“All at once the brush cracked. The horses snorted. The two young ones reared and broke away, running and kicking and making sharp wind when they kicked. It was just like the other time I told you about; that time after my first sun dance when the people were getting ready to scatter and my horses broke away at the creek.

“She was standing there at the edge of the plum brush, and my heart jumped in me; for all at once it was that other time back home. Then I saw that it was Plenty White Cows standing there. She had red plums in a fold of her blanket, and she was looking at me and smiling. She was pretty.

“Our party was small, so I had seen her often since her family came to camp with us. Against the Clouds and his woman were dead, and she was living with her real parents. I had noticed her more than other girls because I knew the story about her and the strange power she had. That was not the only time she had smiled at me that way. The first time was when I was riding by her tepee and she was cooking out in front of it. She was bent over, stirring the pot, and she looked up at me surprised. Then she looked happy and smiled, and she was pretty, and she did not seem strange any more.

“Yes, it was like the time back home that I told you about. Maybe that is why I said it, or maybe I was bashful all at once. My mother and grandmother wanted me to get married, and they said I was too bashful because I did not notice girls much. Maybe I was bashful then. I said, ‘Hold this horse for me while I catch the others.’ So she took the lariat and I rode away on the run after my horses.
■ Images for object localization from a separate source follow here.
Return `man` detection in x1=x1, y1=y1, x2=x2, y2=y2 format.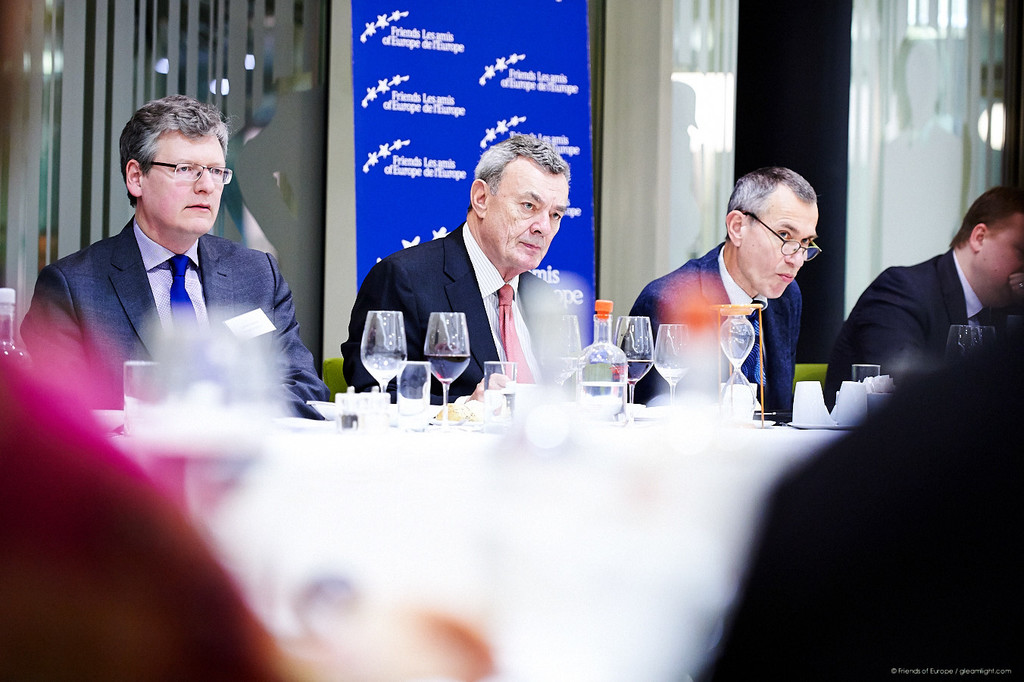
x1=335, y1=128, x2=575, y2=401.
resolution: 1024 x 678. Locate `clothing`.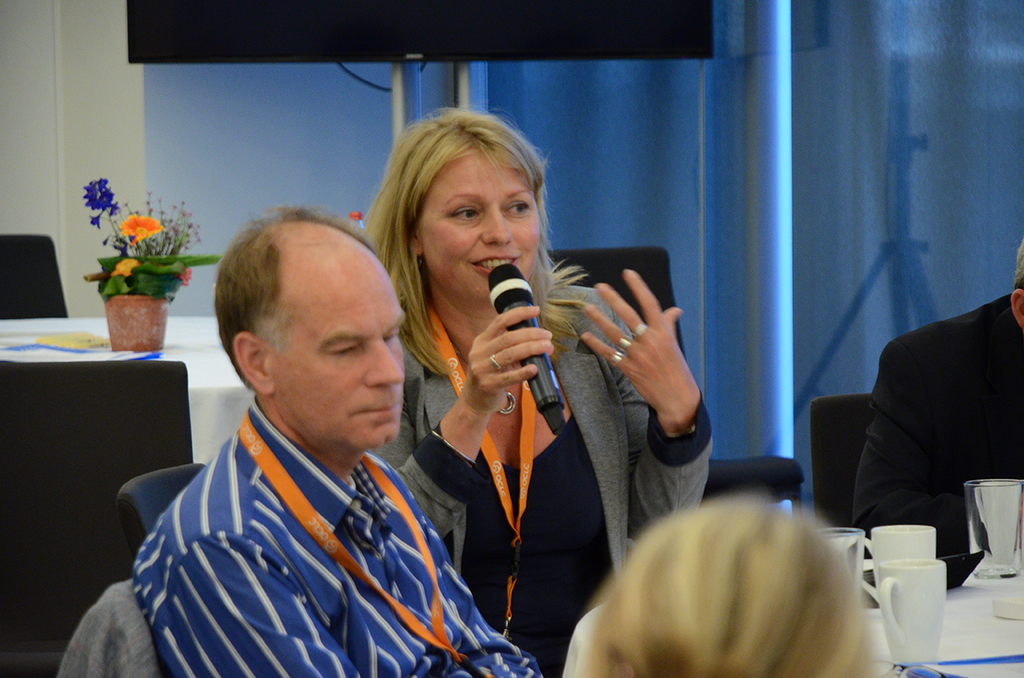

While I was chasing them, I was wondering if the horse would be tied to the brush when I got back. The young horses felt good, and I had a long chase before I caught them in a bend of the creek against a high bank. It was dark before I got back with them, and I thought surely the other horse would be tied to the brush, just the way it was that other time.

“It was not so. She was standing in the same place, holding the horse. There was starlight.”

The old man fell silent and began fumbling in his long tobacco pouch. When he had filled the pipe and tamped it with a leisurely thoroughness, he said, “That is how it was, Grandson; that is how it was.” Then he lit the pipe, his lean cheeks hollowing.

When we had sat in silence for a while he began talking in a low voice, with little expression at first, as though remembering aloud with no thought of sharing.

“She was a good woman, and she made the strange land almost like home. She was always working and never angry. She would make low songs for herself when she was working. I think she could tan deerskin as soft as my grandmother could; and she made clothing of it, beautiful with beads and dyed porcupine quills. I always got plenty of tender meat for us, plenty for my grandfather and grandmother too. They would come to eat with us and bring other very old people with them. I could always get plenty, because she could tell me where to hunt. Sometimes she would be working and singing to herself; then she would stop singing and tell me where she saw some fat young deer drinking when the sun was going down. Maybe that would be in the morning, but she would see it. So I would be there waiting for the sun to set, and the fat young deer would come.

“She always looked after my moccasins, and when I had been hunting on foot and was tired, she would grease the bottoms of my feet by the fire. She was patient and wise, and sometimes she was more like my mother than my woman; maybe because she was older.

“She could see what others could not see, and what was going to happen, she could tell it. When someone was going to die, she would tell me, and it would be so. If somebody lost some horses, she could sit still with her eyes shut and dream, and in the dream she would go to where the horses were then; and when she opened her eyes, she would tell how she went there, and it would be so.